Tech tycoon brings science and engineering to bear on time-honoured Burgundy practices

By Roger Morris

A Silicon Valley tycoon reckons he can make red wines as good as Burgundy – by applying cutting-edge science and engineering to centuries’ old vineyard and cellar practices.

“I’m using the same 1830s winemaking process,” says T.J. Rodgers, owner of Clos de la Tech in the Santa Cruz mountains, “but I’ve applied technology to the process. Making wine isn’t an art; it’s a science.” Rodgers founded and until recently headed the Texas electronics company Cypress Technologies, and he’s also owner and chief winemaker of the aptly-named Clos de la Tech.

The former CEO stuck his toes into the wine business in 1994 when he bought a house in Woodside, California that came with an acre of land. “I found out that it would take $150,000 just to landscape it,” he says, so instead he planted a pinot noir vineyard with the aid of Ted Lemon of the renowned Sonoma winery Littorai (and the first American to run an estate in Burgundy). A few years later, Rodgers founded his winery.

Rodgers had been at Stanford, where he graduated with a doctorate in electrical engineering. He was also awarded a fellowship which in 1972 took him to France and Burgundy. “I walked through a lot of vineyards, although no one spoke English, and I didn’t speak much French.”

The vineyards
The vineyards

After Stanford, Rodgers used the VMOS transistor technology he invented to found Cypress Technologies, which today is valued at $4.6bn. Along the way, he picked up a reputation invariably characterised as “brash,” which he probably wouldn’t disagree with. He also developed a reputation for combativeness – he left Cypress in 2016 after boardroom battles and filed a legal suit against the company earlier this year.
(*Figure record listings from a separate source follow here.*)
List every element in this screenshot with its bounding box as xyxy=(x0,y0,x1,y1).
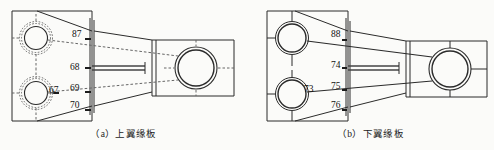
label-70: 70 xyxy=(70,101,80,111)
label-88: 88 xyxy=(331,30,341,40)
leader-line-75-b xyxy=(307,81,432,92)
weld-ring-outer-upper-a xyxy=(22,24,51,53)
label-73: 73 xyxy=(304,85,314,95)
panel-a-caption: （a）上翼缘板 xyxy=(0,126,247,140)
label-67: 67 xyxy=(49,86,59,96)
spokes-upper-b xyxy=(267,11,292,66)
bolt-hole-group-lower-b xyxy=(267,70,309,121)
web-top-edge-a xyxy=(94,31,152,40)
label-68: 68 xyxy=(70,63,80,73)
bolt-hole-group-right-a xyxy=(164,40,234,96)
leader-line-88-b xyxy=(307,41,432,57)
bolt-hole-group-upper-b xyxy=(267,11,309,66)
bolt-hole-circle-lower-a xyxy=(25,82,48,105)
panel-b-lower-flange: 88 74 75 76 73 （b）下翼缘板 xyxy=(247,0,494,150)
web-top-edge-b xyxy=(350,31,406,41)
bolt-hole-ring-upper-b xyxy=(276,22,309,55)
label-74: 74 xyxy=(331,61,341,71)
bolt-hole-group-lower-a xyxy=(12,68,53,121)
label-76: 76 xyxy=(331,101,341,111)
centerlines-lower-a xyxy=(12,68,36,121)
figure-container: 87 68 69 70 67 （a）上翼缘板 xyxy=(0,0,494,150)
leader-line-87-a xyxy=(48,40,178,56)
leader-line-69-a xyxy=(48,80,178,92)
bolt-hole-circle-upper-a xyxy=(25,27,48,50)
bolt-hole-circle-lower-b xyxy=(278,80,306,108)
bolt-hole-group-right-b xyxy=(429,41,487,97)
label-69: 69 xyxy=(70,84,80,94)
centerlines-upper-a xyxy=(12,14,36,68)
panel-a-upper-flange: 87 68 69 70 67 （a）上翼缘板 xyxy=(0,0,247,150)
bolt-hole-ring-right-b xyxy=(429,48,471,90)
bolt-hole-group-upper-a xyxy=(12,14,53,68)
taper-top-edge-a xyxy=(37,11,92,31)
bolt-hole-circle-right-b xyxy=(432,51,468,87)
taper-top-edge-b xyxy=(295,11,348,31)
bolt-hole-circle-upper-b xyxy=(278,24,306,52)
label-75: 75 xyxy=(331,82,341,92)
label-87: 87 xyxy=(72,30,82,40)
bolt-hole-circle-right-a xyxy=(178,50,214,86)
weld-ring-outer-lower-a xyxy=(22,79,51,108)
bolt-hole-ring-right-a xyxy=(175,47,217,89)
web-bottom-edge-b xyxy=(350,93,406,107)
panel-b-caption: （b）下翼缘板 xyxy=(247,126,494,140)
taper-bottom-edge-a xyxy=(37,106,92,121)
web-bottom-edge-a xyxy=(94,92,152,106)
But Rodgers also has a passion for what he does and a disciplined approach that is evident when he sits down to talk, at great length, about winemaking.

A prime example of his application of technology to vineyard practices is his patented, solar-powered irrigation system. This has underground water probes so that moisture goes to a vine’s roots in the right amounts when it needs it and according to the vine’s natural fruit maturation process.

Two additional examples illustrate Rodgers’ attention to detail in the vineyard, but in contrasting ways. He teamed up with Clemens GmbH in Germany to produce a unique tractor to navigate the very steep slopes of his Lois Louise vineyard. Because it runs on a cable system, the tractor needs no motor, steering wheel or brake. At the other end of technology, “We use a process called ‘tipping’ to remove tendrils to stop green growth and put more energy into berry growth,” Rodgers says. Unfortunately, there is no machine that can do this, so it is laboriously done by hand.

In the cellar, Rodgers uses a gravity flow system – as do many modern wineries. But who else has three separate, drilled-into-the-mountainside caverns with the wine flowing from one tunnel to a lower one? “I’m always amused when I visit someone’s ‘gravity-flow’ winery and see what looks like a pump,” he says. “When I ask what it is, they say, ‘Oh that’s a pump, but I never use it.’ I don’t even own a pump.”

The cellars at Clos de la Tech
The cellars at Clos de la Tech

In Clos de la Tech’s cellar, grapes are foot-trodden in vats. But even here, Rodgers uses modern science to adjust an old process. He adjusts the length and timing of foot crushing to get the right amount of tannins, as measured in the laboratory, out of the skins at the right time.

Today, Clos de la Tech has grown to include three vineyards, with about 30 acres in production. Because of low yields, Rodgers produces only 2,200 cases annually, with many wines scoring in the high 90s. All are reasonably priced (for California) between $60 and $130. He has twice tried to make chardonnay, but says the results were “somewhere between mediocre and bad, and I didn’t want to make a house chardonnay just to have a white wine on the table.”

And yet he’s tempted to start all over and do it elsewhere. “I’ll admit that I’m jealous of Oregon,” he says. “The vineyards there load up the soil with water early in the year, the best time to have it – and with no irrigation.”

So is a vineyard and winery in Oregon part of the future? A private jet would make it possible for Rodgers to jump between vineyards. “After all,” he says of the 700-mile journey, “Oregon is only an hour and 15 minutes away.”